Ahmed Mukhtar Naqshbandi
ISLAMABAD: Executive Director of the Carnegie Climate Governance Initiative (C2G), Janos Pasztor has suggested that amid rising global temperatures and severe impacts of climate change, Pakistan needed to focus on solar radiation modification (SRM) measures to reduce the impacts of global warming.
The C2G Executive Director, while talking to APP on managing the risks from an increasingly likely surge of global temperature beyond 1.5 degrees Celsius, said that the planet was getting hotter and there was a need to work out solutions in case the global temperature exceeds this limit.
Governance is key to control global temperature: Pastzor
Executive Director C2G, Pastzor said, “Governance is the key” to achieving this goal which went much beyond its traditional concept. “It takes new techniques, diverse people and groups coming together to learn, discuss and inform decisions,” he underscored.
He said that the SRM was based on three major techniques: surface albedo modification, marine cloud brightening, and stratospheric aerosol injection.
He said surface albedo aims at diverting back sunlight in order to reduce emissions, adding that Switzerland was practicitising it to reduce glacial meltdown and Pakistan could also use it to avert the recurring phenomenon of glacial lake outburst floods which was causing massive life and property damages.
Country Initiatives for Environment Protection
He said marine cloud brightening was being practiced in Australia to protect green coral reefs and should be practiced at the regional level to manage the rising sea temperatures causing coral bleaches even in Pakistan.
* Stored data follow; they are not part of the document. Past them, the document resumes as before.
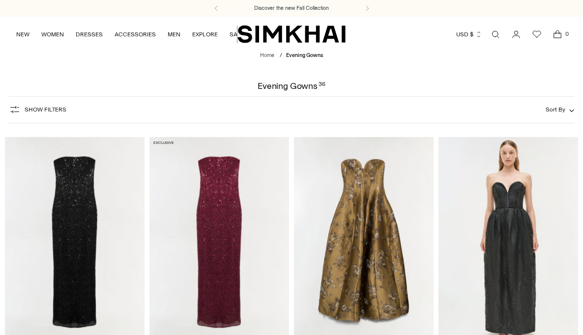 Image resolution: width=583 pixels, height=335 pixels. What do you see at coordinates (560, 110) in the screenshot?
I see `button: Sort By` at bounding box center [560, 110].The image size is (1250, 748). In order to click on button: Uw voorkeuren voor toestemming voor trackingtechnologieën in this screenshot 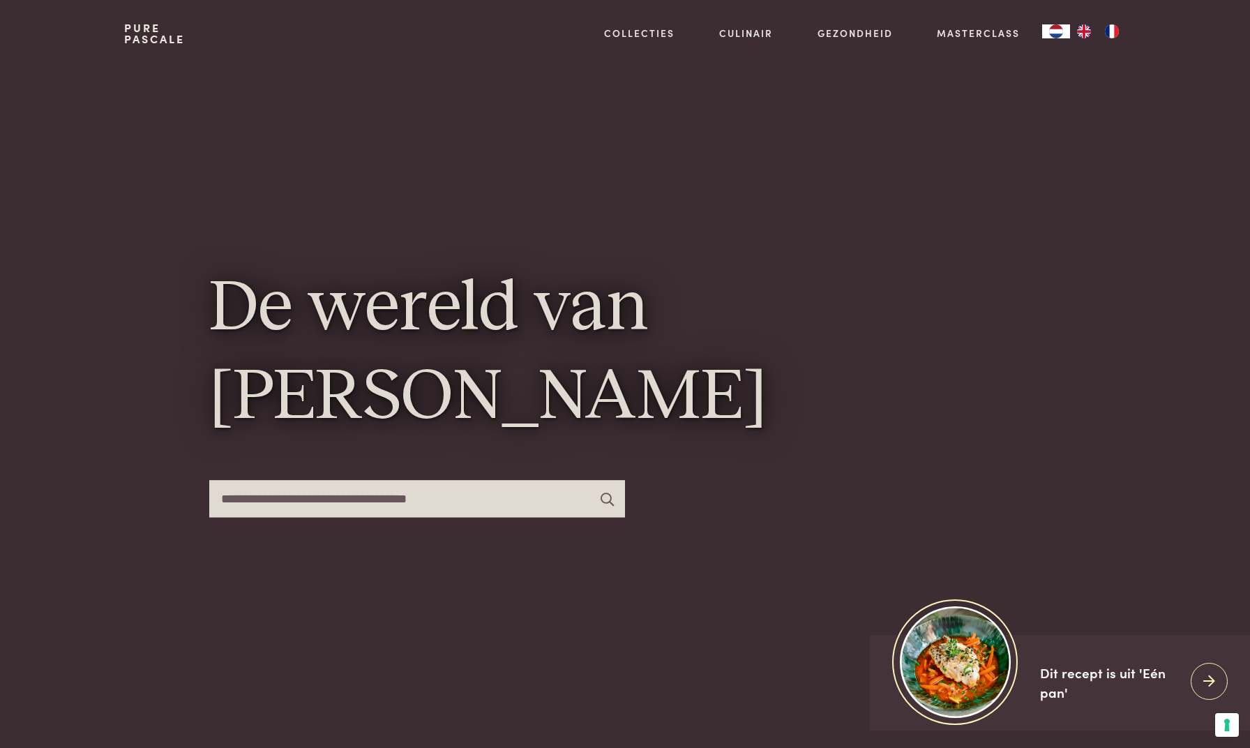, I will do `click(1227, 725)`.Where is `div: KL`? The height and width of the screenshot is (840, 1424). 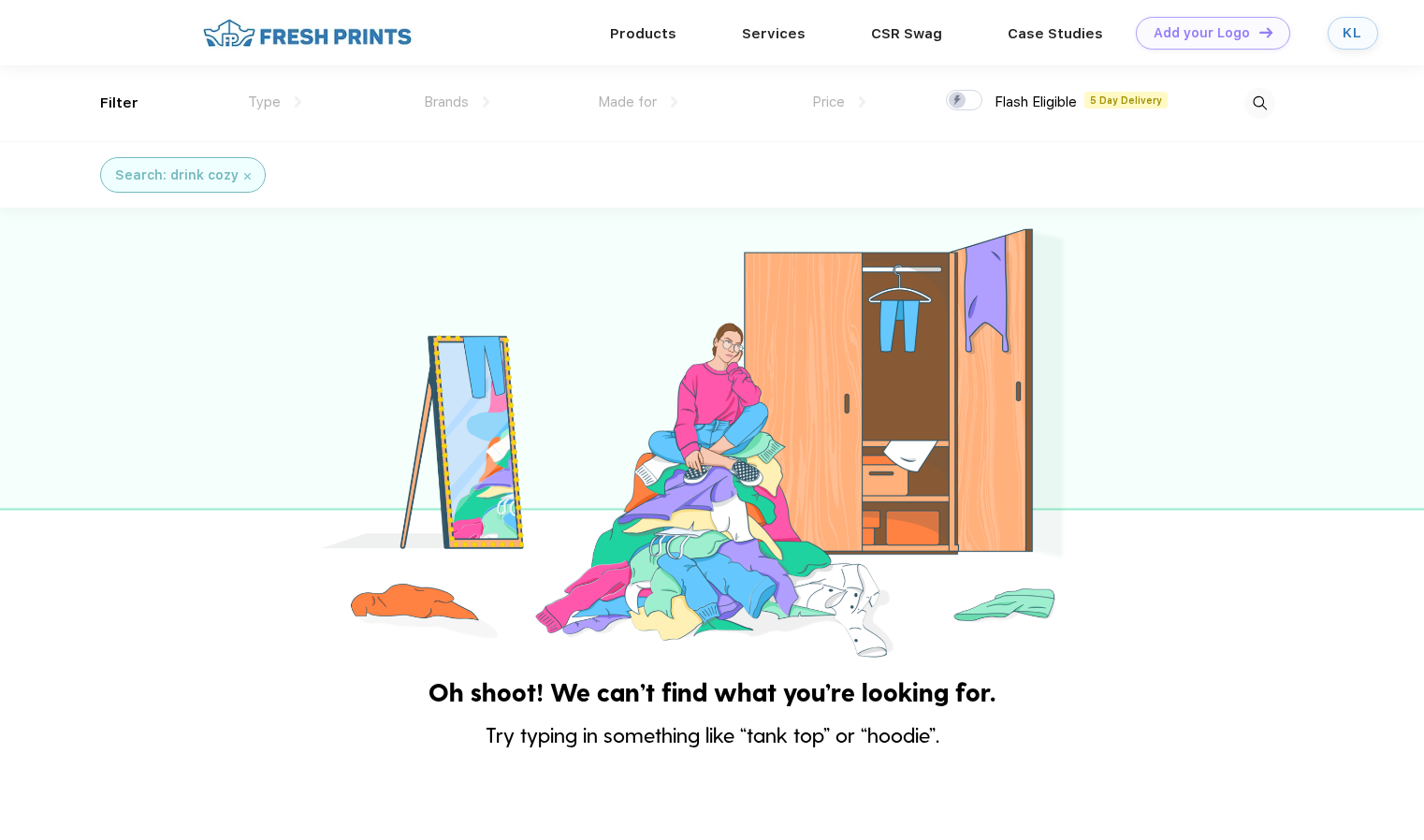 div: KL is located at coordinates (1354, 33).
However, he added, the intergovernmental panel on climate change (IPCC) made it very clear that this technique could be supplemented but it was not the only solution to existing efforts and also not an alternative to climate change or global warming mitigation measures.
Commenting on unilateral steps by various states, Pastzor said it would have tremendous impacts on the environment but would also give rise to geopolitical tensions.
40 Vulnerable States
The C2G had identified 40 countries, including from G20 and other states vulnerable to climate change, and was engaging at the capital level to associate and encourage such conversations as there was no country with a clear strategy to move forward on the matter, Pastzor said.
He said Pakistan had done an enormous amount of work on Loss and Damage at the 27th meeting of the conference of the parties (COP-27) in Egypt, lauding Pakistan’s efforts at the global forums to garner support for developing countries facing severe impacts of climate change.
He stressed the need to have a stakeholder engagement on SRM, adding that there should be scientists working on it.